Wilfred McClay: Land of Hope

Colin Campbell Cooper, Hudson River Waterfront, N.Y.C

Land of Hope: An Invitation to the Great American Story

By Wilfred M. McClay

 

JMC faculty partner and board member Wilfred McClay has published a new American history textbook that provides an alternative to the standard AP-level texts. In McClay’s words:

Land of HopeWe have a glut of text and trade books on American history. But what we don’t have is a compact, inexpensive, authoritative, and compulsively readable book that will offer to intelligent young Americans a coherent, persuasive, and inspiring narrative of their own country. Such an account will shape and deepen their sense of the land they inhabit, and by making them understand that land’s roots, will equip them for the privileges and responsibilities of citizenship in American society, and provide them with a vivid and enduring sense of membership in one of the greatest enterprises in human history: the exciting, perilous, and immensely consequential story of their own country.

The existing texts simply fail to tell that story with energy and conviction. They are more likely to reflect the skeptical outlook of specialized professional academic historians, an outlook that supports a fragmented and fractured view of modern American society, and that fails to convey to young people the greater arc of that history. Or they reflect the outlook of radical critics of American society, who seek to debunk the standard American narrative, and has had an enormous, and largely negative, upon the teaching of American history in American high schools and colleges.

This state of affairs cannot continue for long without producing serious consequences. A great nation needs and deserves a great and coherent narrative, as an expression of its own self-understanding; and it needs to convey that narrative to its young effectively. It perhaps goes without saying that such a narrative cannot be a fairy tale or a whitewash of the past; it will not be convincing if it is not truthful. But there is no necessary contradiction between an honest account and an inspiring one. This account seeks to provide both.

Purchase the book at Encounter Books or Amazon >>

 


 

From Imprimis:

 

“…Professional American historiography has made steady advances in the breadth and sophistication with which it approaches certain aspects of the past, but those advances have come at the expense of public knowledge and shared historical consciousness. The story of America has been fractured into a thousand pieces and burdened with so much ideological baggage that studying history actually alienates young Americans from the possibility of properly appreciating their past…

Land of Hope… goes against the current by not dumbing down the reading level. It is written with an underlying conviction that we should never sell short the capacity of young Americans to read challenging books if they are interesting and well-wrought. Such books are far more likely to stoke the fire of their imaginations and convey to them the complexity and excitement of history—history not as an inert recitation of facts, but as a reflective task that takes us to the depths of what it means to be human…”

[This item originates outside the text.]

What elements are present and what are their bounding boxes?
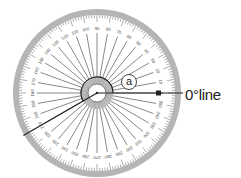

Read McClay’s entire piece for Imprimis >>

 


 

From the Wall Street Journal:

 

“…Don’t ask [Wilfred McClay] who’s on the right or wrong side of history. He thinks those concepts are bunk. ‘History is only very rarely the story of inevitabilities,’ he says, ‘and it almost never appears in that form to its participants.’

Thus in the new book he observes that it’s ‘hard to read about’ early-19th-century America ‘without thinking of the series of events culminating in the coming of the Civil War as if they were predictable stages in a preordained outcome. Like the audience for a Greek tragedy, we come to this great American drama already knowing the general plot,’ and susceptible to the illusion that it was written in advance. He urges readers to resist ‘that habit of mind’ and remember that people at the time had no foresight to match our hindsight.

What gets him most riled up is what he sees as an abdication. ‘When you teach an introductory course in American history,’ he says, ‘you really have a responsibility . . . to reflect in some way the national story, in a way that is conducive to the development of the outlook and skills of a citizen—of an engaged, patriotic, serious citizen.’ Most professional historians don’t ‘take that mandate very seriously at all,’ and instead provide ‘a basically negative understanding of American history…’”

Read the full interview from the Wall Street Journal >>

 


 

Wilfred McClayWilfred M. McClay is the G.T. and Libby Blankenship Chair in the History of Liberty at the University of Oklahoma. His research interests focus on the intellectual and cultural history of the United States, with particular attention to the social and political thought of the 19th and 20th centuries, the history of American religious thought and institutions, and the theory and practice of biographical writing. A recipient of many teaching awards and honors, he has been the recipient of fellowships from the Woodrow Wilson International Center for Scholars, the National Endowment for the Humanities, and the National Academy of Education. Professor McClay previously served on the National Council on the Humanities, the advisory board for the National Endowment for the Humanities. His book, The Masterless: Self and Society in Modern America, won the 1995 Merle Curti Award of the Organization of American Historians for the best book in American intellectual history. Besides Land of Hope, he is the author of  The Student’s Guide to U.S. History, Religion Returns to the Public Square: Faith and Policy in America, Figures in the Carpet: Finding the Human Person in the American Past and Why Place Matters: Geography, Identity, and Public Life in Modern America.

Professor McClay is a JMC board member.